A book for Reminiscing

Damas, esfinges y mambisas: mujeres en la fotografía cubana (1840-1902), by Grethel Morell

/ 1 September, 2017

A transvestite young actress poses at the Studio J.A. Suárez and Co., in a setting decorated with a bucolic landscape which was painted around 1890.This is the image that illustrates the cover of a very significant and unusual book recently published by Ediciones Boloña, of the Oficina del Historiador de la Ciudad de La Habana.[1] The book is entitled Damas, esfinges y mambisas: mujeres en la fotografía cubana (1840-1902) (Ladies, sphinxes and mambisas: women in Cuban photography), a first approach to the feminine presence in the photography made in Cuba. Undoubtedly, a volume that is highly appreciated since it unveils zones that up to now were unknown in Cuban historiography, and it is made with a plausible research sharpness, thanks to the author’s labor, the curator, researcher, professor and art critic Grethel Morell.

Conceived as a photographic album, Damas… assembles more than a hundred images from the collections of some institutions (Fototeca de Cuba, Biblioteca Nacional José Martí, Fototeca de la Oficina del Historiador de la Ciudad, Archivo Nacional and Fondo de Libros Raros de la Universidad de la Habana) and from private collections, both in Cuba and in the USA. Preceding the album there is a brief and rigorous essay that offers a new look about the history of photography in Cuba, in this case that photography performed by women from the most diverse social and/or economic background.

There they are, women photographers who made and practiced themselves an expression which at that time was mainly performed by men. In this sense the names of Encarnación Irástegui and Francisca Maderno stand out as “the first daguerreotypists that since the 1850s set up a studio and a business.” Also, there are the ladies of noble lineage, almost always in images that turn out to be “copies of European imperial portraits that were in fashion and indebted to chamber painting”, as Morell asserts. Acknowledged intelligentsia personalities are not missing, like the poet and playwright Gertrudis Gómez de Avellaneda; actresses and opera singers, political activists or revolutionary fighters (Mariana Grajales, Ana Betancourt…); mambisas, standard bearers, nurses, cooks, teachers, servants or “maids”, cigar makers and in a lesser number, slaves. Females regardless race, in individual or group pictures, posing I sumptuous studios or totally absorbed in their daily work; bourgeois or living in the most oppressing and hopeless poverty.

The photographs are organized in six sections, in a chronological order, covering the years that elapsed from the advent of photography in Cuba (1840) to the end of the first North American intervention followed by the foundation of the Republic (1902). “First techniques of impression and studio portraits” is the first section and it is focused mainly on daguerreotypes, ferrotypes, albumin impressions and the small postcards or carte de gavinet, the latter typical of American studios and very popular in Cuba. It is followed by headings like “Group portraits and images for the press”, in which most of the photographic images have basically a social and propagandistic function (in publications like El Fígaro) or represent members of patriotic societies and revolutionary clubs; “The war. Mambisas in campaign or in exile” that assembles an interesting group of photos of rebel women, fighting in the woods together with the troops or bearing the flag, wearing uniforms or in individual portraits; “Subordinate women. Slaves, needy, wandering, refugees. Rural women” and “Women in urban spaces” assemble images that favor an approach more focused on local customs on images that were captured—most of them—by foreigners or reporters (José Gómez de la Carrera, Miles or the North American firm Underwood & Underwood); and lastly, “Woman-Flag. The intervention” which presents portraits with a high level of propaganda, in which the women exhibit attributes such as the flag or the Phrygian cap, deliberately intending to symbolically support the nationalistic campaign or to show acquiescence or docility. All these headings offer a panoramic vision, though not a hasty one, of women (and what they looked like, when seen as a relegated gender facing a lens generally manipulated by men) in different circumstances of the 19th century Cuban society. (…)

[1] Ediciones Boloña emerged in the 1990s and, since its creation, its principal interest has been in books that have a historical character, mainly those focused on the city of Havana.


» What you need to do: When a line in the material beneath includes the word "effect", add it to the count, and report the count alone.

» Given records:
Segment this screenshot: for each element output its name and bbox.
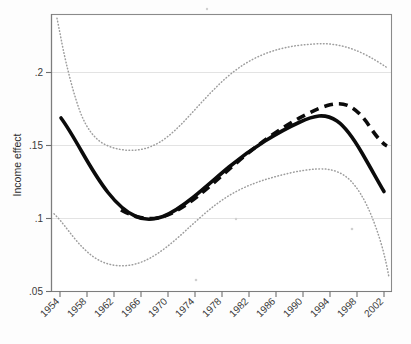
plot-background bbox=[51, 14, 392, 292]
scan-speck bbox=[235, 218, 237, 220]
scan-speck bbox=[195, 279, 198, 282]
x-tick-label-1986: 1986 bbox=[254, 295, 278, 319]
x-tick-label-1974: 1974 bbox=[173, 295, 197, 319]
y-tick-label-0.15: .15 bbox=[29, 140, 43, 151]
x-tick-label-1990: 1990 bbox=[281, 295, 305, 319]
x-tick-label-1966: 1966 bbox=[119, 295, 143, 319]
x-axis-ticks bbox=[60, 292, 384, 298]
x-tick-label-1982: 1982 bbox=[227, 295, 251, 319]
scan-speck bbox=[351, 228, 354, 231]
x-tick-label-2002: 2002 bbox=[362, 295, 386, 319]
y-tick-label-0.2: .2 bbox=[35, 67, 44, 78]
x-tick-label-1962: 1962 bbox=[92, 295, 116, 319]
chart-figure: .2 .15 .1 .05 Income effect 1954 1958 19… bbox=[0, 0, 411, 344]
y-axis-ticks bbox=[46, 73, 52, 292]
x-tick-label-1994: 1994 bbox=[308, 295, 332, 319]
x-tick-label-1954: 1954 bbox=[38, 295, 62, 319]
y-axis-title: Income effect bbox=[11, 133, 23, 196]
x-tick-label-1970: 1970 bbox=[146, 295, 170, 319]
scan-speck bbox=[206, 8, 208, 10]
x-tick-label-1958: 1958 bbox=[65, 295, 89, 319]
x-tick-label-1978: 1978 bbox=[200, 295, 224, 319]
line-chart-svg: .2 .15 .1 .05 Income effect 1954 1958 19… bbox=[0, 0, 411, 344]
y-tick-label-0.1: .1 bbox=[35, 213, 44, 224]
x-tick-label-1998: 1998 bbox=[335, 295, 359, 319]
y-tick-label-0.05: .05 bbox=[29, 286, 43, 297]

» Written reply: 3